Zak Jones avatar
Hi all,

I imaged the Running Chicken Nebula last night and my stack is plagued with walking noise. Due to this (and previous occasions of walking noise), I have been thinking about dithering, but as I own a Sky-Watcher Star Adventurer I can only dither in RA.

Are there any benefits of dithering in only RA? I did read that it actually causes issues instead of helping to reduce walking noise unlike dithering in both axies. I am almost ready to get a new mount which will be able to dither in both axies instead of my Sky-Watcher Star Adventurer.

If it is worth it to dither in RA, how would I go about it? I know I can use my ASIAIR Pro to setup dithering, but I use a remote shutter for my Canon 6Da. I do temporarily connect it to my ASIAIR Pro when I polar align, but after that I disconnect it and then switch over to using my remote shutter. Would I need to keep my 6Da connected to the ASIAIR Pro to be able to utilize dithering, or is it possible to dither it without my 6Da being connected to my ASIAIR Pro?

Zak smile
Engaging
Boyan Stiliyanov avatar
I've had the same problem with walking noise.
I'm more of a practical guy and on the field, so I do it the old-fashioned way and just move a tiny bit my composition in both axes.
I do this manually atleast 4 times during my whole session, so it averages out later in stacking and it works atleast for me.

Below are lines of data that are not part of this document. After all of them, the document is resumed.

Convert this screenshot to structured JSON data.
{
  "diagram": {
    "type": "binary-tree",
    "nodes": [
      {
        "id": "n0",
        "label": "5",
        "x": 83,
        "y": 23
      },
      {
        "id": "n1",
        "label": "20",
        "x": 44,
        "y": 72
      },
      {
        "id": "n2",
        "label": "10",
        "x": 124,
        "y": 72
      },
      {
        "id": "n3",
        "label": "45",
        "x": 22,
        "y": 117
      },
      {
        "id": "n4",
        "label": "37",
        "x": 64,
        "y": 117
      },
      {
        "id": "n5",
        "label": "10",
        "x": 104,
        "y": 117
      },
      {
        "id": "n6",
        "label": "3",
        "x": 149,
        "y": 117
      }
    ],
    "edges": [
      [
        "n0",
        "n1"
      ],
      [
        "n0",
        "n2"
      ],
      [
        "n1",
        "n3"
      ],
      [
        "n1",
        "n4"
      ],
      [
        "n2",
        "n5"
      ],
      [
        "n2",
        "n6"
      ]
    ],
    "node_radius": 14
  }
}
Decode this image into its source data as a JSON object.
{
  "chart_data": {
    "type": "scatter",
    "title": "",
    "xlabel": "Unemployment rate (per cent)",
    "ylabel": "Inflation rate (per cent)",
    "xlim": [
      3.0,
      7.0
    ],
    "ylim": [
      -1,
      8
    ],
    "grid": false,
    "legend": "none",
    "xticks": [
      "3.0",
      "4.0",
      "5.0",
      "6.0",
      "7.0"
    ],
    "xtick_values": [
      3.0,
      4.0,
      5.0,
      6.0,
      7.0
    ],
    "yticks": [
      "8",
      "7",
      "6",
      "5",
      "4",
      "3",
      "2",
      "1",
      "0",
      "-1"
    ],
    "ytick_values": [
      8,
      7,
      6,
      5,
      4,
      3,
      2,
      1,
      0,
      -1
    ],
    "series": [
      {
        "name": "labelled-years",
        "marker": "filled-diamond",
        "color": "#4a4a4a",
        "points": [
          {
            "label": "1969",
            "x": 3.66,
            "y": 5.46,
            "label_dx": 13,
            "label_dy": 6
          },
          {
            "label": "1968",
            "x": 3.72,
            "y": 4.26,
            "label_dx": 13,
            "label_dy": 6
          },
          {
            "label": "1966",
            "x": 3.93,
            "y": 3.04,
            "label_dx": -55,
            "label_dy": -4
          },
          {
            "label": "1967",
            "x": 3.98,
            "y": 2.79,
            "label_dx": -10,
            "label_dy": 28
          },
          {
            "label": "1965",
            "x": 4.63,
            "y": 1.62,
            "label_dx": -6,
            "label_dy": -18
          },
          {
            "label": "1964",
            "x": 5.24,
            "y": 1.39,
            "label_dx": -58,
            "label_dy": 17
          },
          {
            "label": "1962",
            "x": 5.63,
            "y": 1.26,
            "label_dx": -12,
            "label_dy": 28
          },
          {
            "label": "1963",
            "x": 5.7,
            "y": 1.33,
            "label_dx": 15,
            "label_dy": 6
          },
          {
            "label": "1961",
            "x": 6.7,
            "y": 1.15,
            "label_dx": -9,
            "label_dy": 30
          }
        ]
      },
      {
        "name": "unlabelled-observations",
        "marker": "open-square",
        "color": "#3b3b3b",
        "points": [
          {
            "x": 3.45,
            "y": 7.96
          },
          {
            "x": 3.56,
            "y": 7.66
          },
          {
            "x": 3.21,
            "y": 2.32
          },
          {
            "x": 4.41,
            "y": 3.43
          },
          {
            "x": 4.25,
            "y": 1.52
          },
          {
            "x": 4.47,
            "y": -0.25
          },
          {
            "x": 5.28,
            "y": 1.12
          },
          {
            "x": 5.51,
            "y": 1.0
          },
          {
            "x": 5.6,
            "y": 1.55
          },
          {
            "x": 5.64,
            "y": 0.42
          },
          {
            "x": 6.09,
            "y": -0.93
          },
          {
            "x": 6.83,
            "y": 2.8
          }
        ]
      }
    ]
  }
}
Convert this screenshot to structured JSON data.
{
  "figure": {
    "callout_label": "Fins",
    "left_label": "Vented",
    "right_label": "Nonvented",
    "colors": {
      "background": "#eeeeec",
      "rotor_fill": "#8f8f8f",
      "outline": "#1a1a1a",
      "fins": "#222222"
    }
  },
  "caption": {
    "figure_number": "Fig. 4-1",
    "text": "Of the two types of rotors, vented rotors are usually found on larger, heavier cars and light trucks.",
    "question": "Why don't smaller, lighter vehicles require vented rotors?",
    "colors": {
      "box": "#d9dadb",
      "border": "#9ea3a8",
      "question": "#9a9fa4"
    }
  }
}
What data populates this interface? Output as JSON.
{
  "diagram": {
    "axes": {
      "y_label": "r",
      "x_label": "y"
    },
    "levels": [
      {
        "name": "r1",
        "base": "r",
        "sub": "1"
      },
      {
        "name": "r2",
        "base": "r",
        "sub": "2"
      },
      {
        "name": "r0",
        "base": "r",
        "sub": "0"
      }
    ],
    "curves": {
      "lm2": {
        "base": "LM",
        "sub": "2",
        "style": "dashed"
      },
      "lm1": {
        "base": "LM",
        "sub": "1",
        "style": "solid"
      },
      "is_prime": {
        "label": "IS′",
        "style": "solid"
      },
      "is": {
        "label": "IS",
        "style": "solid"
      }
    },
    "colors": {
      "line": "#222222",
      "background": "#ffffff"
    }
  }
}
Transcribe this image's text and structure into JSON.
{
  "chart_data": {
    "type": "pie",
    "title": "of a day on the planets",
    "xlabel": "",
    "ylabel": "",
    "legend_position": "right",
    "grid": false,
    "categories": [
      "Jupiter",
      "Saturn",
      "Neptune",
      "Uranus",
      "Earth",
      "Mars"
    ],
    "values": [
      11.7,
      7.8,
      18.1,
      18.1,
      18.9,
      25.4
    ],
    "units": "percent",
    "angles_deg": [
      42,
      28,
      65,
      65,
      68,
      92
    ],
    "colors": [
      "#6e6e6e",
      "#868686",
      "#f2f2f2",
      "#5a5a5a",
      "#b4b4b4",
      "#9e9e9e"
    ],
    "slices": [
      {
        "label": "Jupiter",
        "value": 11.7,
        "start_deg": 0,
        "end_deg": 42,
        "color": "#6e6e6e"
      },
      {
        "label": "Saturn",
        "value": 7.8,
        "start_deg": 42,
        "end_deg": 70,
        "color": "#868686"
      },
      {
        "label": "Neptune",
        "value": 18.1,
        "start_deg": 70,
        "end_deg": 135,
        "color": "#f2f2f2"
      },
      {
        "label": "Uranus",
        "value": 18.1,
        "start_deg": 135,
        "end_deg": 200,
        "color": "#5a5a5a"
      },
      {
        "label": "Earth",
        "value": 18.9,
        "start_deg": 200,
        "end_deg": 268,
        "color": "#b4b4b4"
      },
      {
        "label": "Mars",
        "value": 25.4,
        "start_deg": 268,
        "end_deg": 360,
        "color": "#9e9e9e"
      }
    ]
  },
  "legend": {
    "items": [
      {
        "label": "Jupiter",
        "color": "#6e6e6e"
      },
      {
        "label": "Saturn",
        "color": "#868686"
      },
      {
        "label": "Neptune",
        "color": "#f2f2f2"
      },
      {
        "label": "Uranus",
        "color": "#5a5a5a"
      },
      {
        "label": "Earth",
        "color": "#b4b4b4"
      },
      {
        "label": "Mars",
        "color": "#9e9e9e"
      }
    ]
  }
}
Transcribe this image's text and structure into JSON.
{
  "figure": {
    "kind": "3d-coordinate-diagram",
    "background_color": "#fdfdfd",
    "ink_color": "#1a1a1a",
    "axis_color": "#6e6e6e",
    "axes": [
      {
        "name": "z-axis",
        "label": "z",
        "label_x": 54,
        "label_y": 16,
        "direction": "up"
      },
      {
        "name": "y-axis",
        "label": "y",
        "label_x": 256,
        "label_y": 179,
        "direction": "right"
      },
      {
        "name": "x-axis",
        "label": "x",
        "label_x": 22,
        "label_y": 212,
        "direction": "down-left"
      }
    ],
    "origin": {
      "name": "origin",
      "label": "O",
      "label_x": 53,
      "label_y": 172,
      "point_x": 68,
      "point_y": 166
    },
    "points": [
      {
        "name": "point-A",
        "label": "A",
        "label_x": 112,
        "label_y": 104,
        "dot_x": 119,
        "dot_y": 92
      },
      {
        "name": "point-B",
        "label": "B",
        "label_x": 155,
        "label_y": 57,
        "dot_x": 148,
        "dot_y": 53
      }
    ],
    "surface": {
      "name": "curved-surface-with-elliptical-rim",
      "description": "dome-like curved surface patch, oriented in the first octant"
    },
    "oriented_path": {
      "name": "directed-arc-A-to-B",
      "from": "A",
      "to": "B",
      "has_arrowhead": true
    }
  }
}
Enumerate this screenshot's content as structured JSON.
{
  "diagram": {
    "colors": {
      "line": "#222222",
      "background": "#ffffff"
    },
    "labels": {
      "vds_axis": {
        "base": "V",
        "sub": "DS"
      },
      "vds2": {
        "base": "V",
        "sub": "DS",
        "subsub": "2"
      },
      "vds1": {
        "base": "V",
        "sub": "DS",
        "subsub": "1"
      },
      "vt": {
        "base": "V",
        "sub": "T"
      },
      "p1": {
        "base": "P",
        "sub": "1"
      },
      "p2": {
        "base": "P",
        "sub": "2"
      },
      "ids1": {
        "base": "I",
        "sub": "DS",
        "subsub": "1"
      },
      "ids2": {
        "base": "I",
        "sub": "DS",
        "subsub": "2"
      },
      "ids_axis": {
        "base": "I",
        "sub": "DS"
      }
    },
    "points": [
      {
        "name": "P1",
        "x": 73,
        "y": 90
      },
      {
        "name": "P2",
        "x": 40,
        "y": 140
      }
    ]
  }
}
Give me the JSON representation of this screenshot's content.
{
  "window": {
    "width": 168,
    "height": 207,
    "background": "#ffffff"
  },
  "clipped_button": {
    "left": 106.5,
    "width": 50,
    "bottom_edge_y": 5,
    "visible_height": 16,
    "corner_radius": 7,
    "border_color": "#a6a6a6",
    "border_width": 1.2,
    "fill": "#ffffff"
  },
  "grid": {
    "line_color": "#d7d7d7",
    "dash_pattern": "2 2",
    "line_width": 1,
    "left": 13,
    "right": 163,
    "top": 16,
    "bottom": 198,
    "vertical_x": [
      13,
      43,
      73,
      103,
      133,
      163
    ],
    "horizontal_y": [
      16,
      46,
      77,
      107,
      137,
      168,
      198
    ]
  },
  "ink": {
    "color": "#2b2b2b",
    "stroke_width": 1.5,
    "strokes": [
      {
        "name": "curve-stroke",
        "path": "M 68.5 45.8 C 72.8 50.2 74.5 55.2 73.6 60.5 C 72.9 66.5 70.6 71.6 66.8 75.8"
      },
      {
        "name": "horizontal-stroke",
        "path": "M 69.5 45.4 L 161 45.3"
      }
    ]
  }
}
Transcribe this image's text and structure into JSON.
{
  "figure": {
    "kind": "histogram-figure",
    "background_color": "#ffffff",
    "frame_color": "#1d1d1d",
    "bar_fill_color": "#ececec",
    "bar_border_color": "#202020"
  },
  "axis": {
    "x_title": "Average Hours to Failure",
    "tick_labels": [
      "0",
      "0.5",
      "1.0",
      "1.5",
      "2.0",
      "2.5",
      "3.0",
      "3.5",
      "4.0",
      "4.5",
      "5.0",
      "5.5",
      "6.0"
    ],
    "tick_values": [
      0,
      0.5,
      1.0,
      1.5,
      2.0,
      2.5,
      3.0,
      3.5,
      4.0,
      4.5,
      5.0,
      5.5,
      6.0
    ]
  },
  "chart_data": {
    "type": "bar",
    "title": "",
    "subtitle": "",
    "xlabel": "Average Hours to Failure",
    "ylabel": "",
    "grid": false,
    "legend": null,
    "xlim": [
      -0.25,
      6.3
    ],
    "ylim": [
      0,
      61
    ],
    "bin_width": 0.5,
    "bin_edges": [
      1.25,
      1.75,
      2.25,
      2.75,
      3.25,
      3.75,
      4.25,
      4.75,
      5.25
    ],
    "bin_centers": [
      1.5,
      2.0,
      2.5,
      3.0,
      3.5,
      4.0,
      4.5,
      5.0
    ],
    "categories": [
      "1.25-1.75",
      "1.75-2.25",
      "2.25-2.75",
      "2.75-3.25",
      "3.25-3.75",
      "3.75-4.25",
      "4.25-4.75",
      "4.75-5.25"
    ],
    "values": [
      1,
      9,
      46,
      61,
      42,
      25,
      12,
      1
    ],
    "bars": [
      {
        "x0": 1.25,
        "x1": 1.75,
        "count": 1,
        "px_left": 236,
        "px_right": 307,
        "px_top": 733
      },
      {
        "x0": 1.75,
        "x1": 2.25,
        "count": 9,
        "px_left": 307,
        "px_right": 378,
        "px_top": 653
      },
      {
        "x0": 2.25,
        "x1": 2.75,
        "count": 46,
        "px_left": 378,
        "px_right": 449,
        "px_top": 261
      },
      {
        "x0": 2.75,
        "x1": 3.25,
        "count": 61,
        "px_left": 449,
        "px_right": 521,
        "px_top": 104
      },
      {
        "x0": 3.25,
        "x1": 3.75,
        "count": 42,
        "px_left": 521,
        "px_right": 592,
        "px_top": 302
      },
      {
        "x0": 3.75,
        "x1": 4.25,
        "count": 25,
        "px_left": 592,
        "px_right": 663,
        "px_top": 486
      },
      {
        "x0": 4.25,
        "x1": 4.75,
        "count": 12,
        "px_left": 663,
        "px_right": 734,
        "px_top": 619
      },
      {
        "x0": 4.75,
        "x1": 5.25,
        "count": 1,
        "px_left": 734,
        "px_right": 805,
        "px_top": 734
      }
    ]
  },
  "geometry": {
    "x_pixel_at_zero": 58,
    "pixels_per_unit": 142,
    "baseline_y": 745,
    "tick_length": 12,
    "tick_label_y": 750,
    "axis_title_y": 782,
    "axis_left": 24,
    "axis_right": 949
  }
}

Of course there is a better way to do it with automated features of ASIAIR, but that's the way I do it smile
Wim van Berlo avatar
Unless your polar alignment is spot on, you will always have a natural drift in DEC. So, if you dither in RA only, you should be fine.
Consider this scenario; suppose you could dither in both directions, and you had zero polar error. Dithering would get rid of walking noise. When you stack, you could put your subs in order of increasing DEC. this would simulate a polar misalignment, and a random RA dither. But you would still have no walking noise. In other words, if you have some DEC drift, then dithering in RA should work. Just make sure that you dither enough in RA. And of course, your polar misalignment shouldn't be so large that you get elongated stars.
The problem you have is that you don't have any automation. If you want to dither, you would have to stop your sequence and your guiding, move RA, and start guiding and the sequence again. My advice, try to connect your camera to the asiair, and let the software do the job.